Below is a real, live neural network learning to recognise a pattern. The line shows its current guess. The "loss" is how wrong it is. Press Train and watch the error fall as the network learns. This is not a recording. It's computing in your browser, right now.
Here's where it gets philosophically tricky, and where most popular explanations either oversell or undersell. When ChatGPT writes a coherent paragraph, is it understanding what it writes? The honest answer is: not in the way you mean by "understand," but the question is more subtle than a simple no.
A language model has learned the statistical structure of language so thoroughly that it can produce text that is coherent, relevant, and often correct. It does this by predicting likely next words, one at a time, based on patterns in billions of examples. There is no inner experience, no comprehension, no model of truth. It does not know that Paris is in France the way you know it. It knows that the token "France" is statistically likely to follow "Paris is in."
"It does not know that Paris is in France the way you know it. It knows that the token 'France' is statistically likely to follow 'Paris is in.' And yet, astonishingly often, that's enough."
But here's the uncomfortable twist: if a system can answer questions, write working code, explain concepts, and pass professional exams, at what point does "it's just predicting patterns" stop being a satisfying dismissal? The pattern-matching is so sophisticated that the distinction between "really understanding" and "perfectly simulating understanding" becomes genuinely hard to pin down. This is an open question that serious researchers disagree about. Anyone who tells you it's obviously settled, in either direction, is overselling their certainty.
A lot of what people believe about AI is wrong, outdated, or half-true. Here are some common statements. Guess whether each is true, false, or "it depends," then tap to see the answer.
If AI is pattern recognition at scale, then its strengths and weaknesses follow directly. It is extraordinary at tasks where the pattern is in the data and the data exists: recognising images, translating high-resource languages, summarising documents, generating plausible text and code. It is unreliable wherever the pattern is sparse, the data is biased, or the task requires genuine reasoning about novel situations rather than recombining seen patterns.
This is why the same model can write an elegant essay and then confidently state that 7 times 8 is 54. It's not reasoning about arithmetic; it's recalling patterns about how arithmetic usually looks. It's why AI image generators struggled with hands for years (hands are visually variable and the pattern is hard) while nailing faces (faces are consistent and abundant in training data). The capabilities and the failures come from the same source.
Understanding this gives you a practical lens. When someone proposes using AI for something, the useful question is not "is AI good or bad?" It's "is the pattern for this task well-represented in data the model has seen, and what's the cost of the model being confidently wrong?" That question will serve you better than any amount of hype or fear.

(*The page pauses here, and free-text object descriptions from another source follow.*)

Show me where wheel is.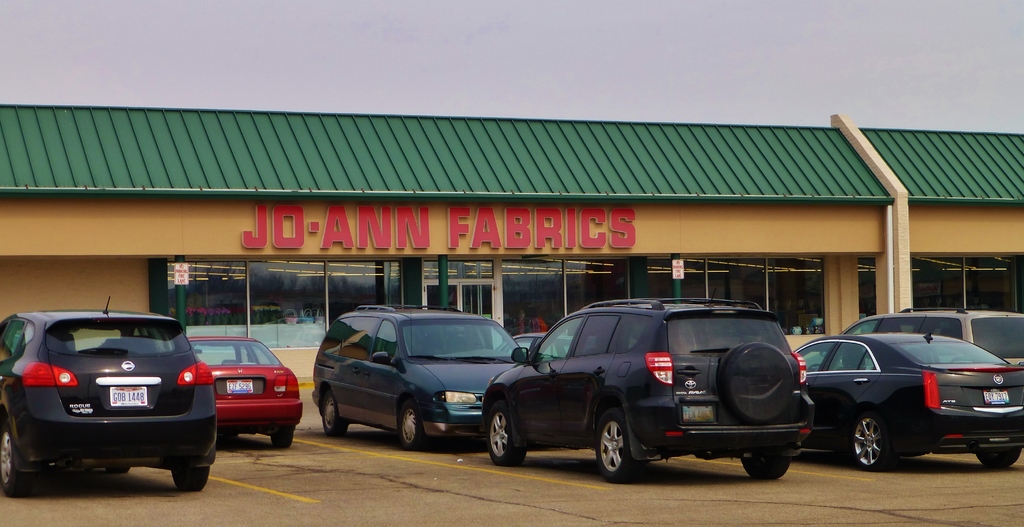
wheel is at left=401, top=403, right=427, bottom=450.
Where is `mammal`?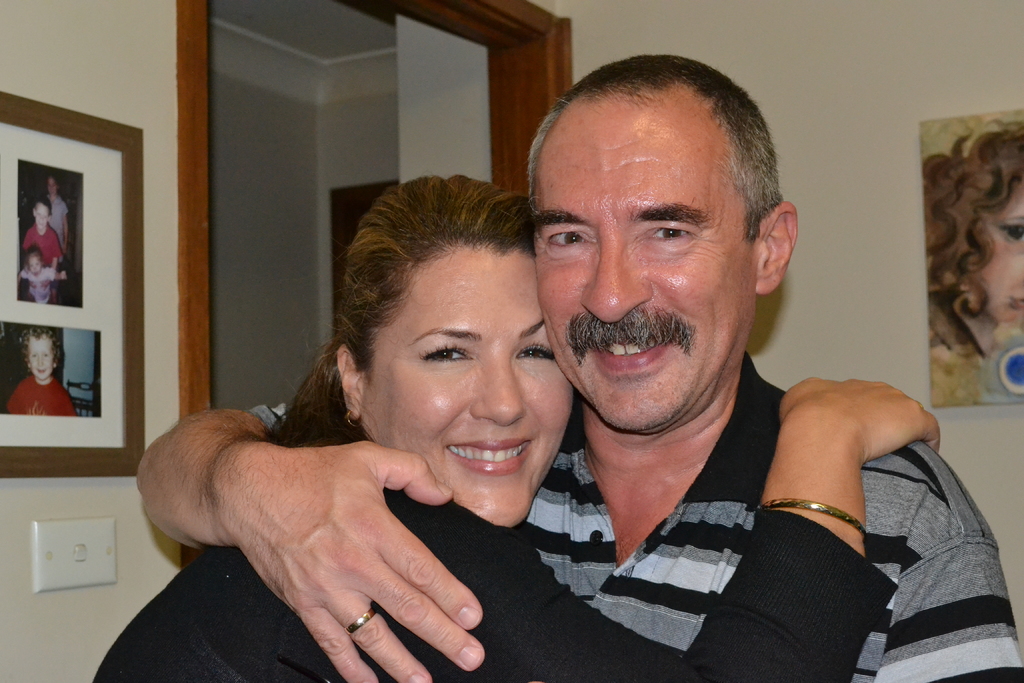
left=129, top=45, right=1023, bottom=682.
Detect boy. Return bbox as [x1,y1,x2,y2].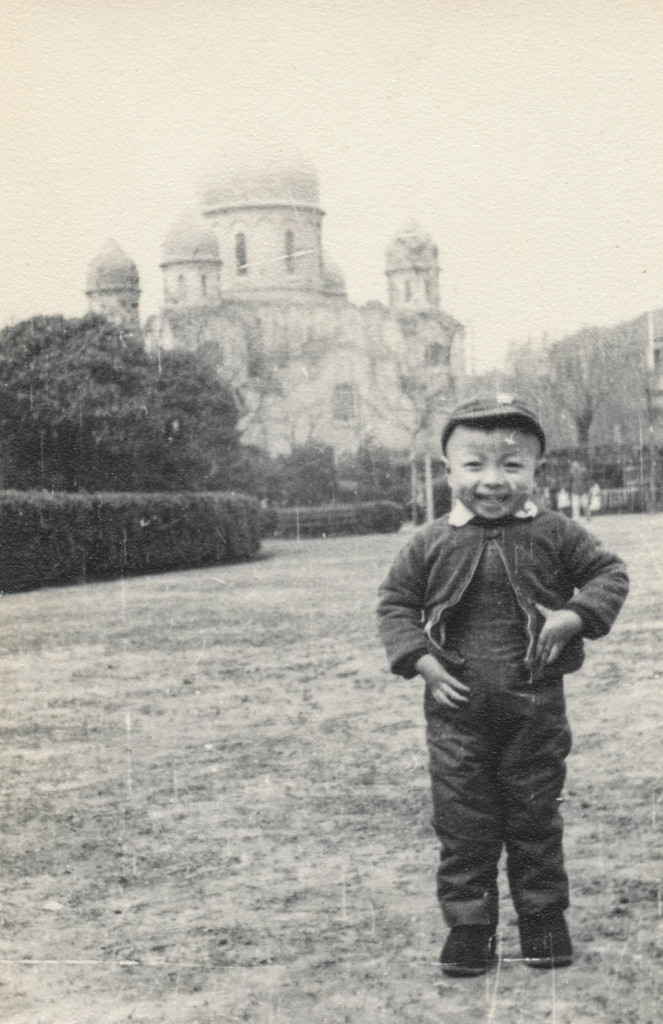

AI is not magic and it is not a mind. It is a genuinely new kind of tool: one that learns patterns from examples rather than following rules we write. That sounds modest. It is not. The ability to learn arbitrary patterns from data turns out to be shockingly powerful, enough to reshape how we work, create, and access knowledge. But it is bounded. It inherits the biases of its data. It fails in ways that are different from how humans fail, which makes its failures hard to anticipate.
The people who will navigate the next decade well are not the ones who believe AI is conscious, nor the ones who dismiss it as autocomplete. They're the ones who understand it for what it is: a powerful, limited, strange new tool that we are still learning to use. You now understand it better than most. That was the whole point.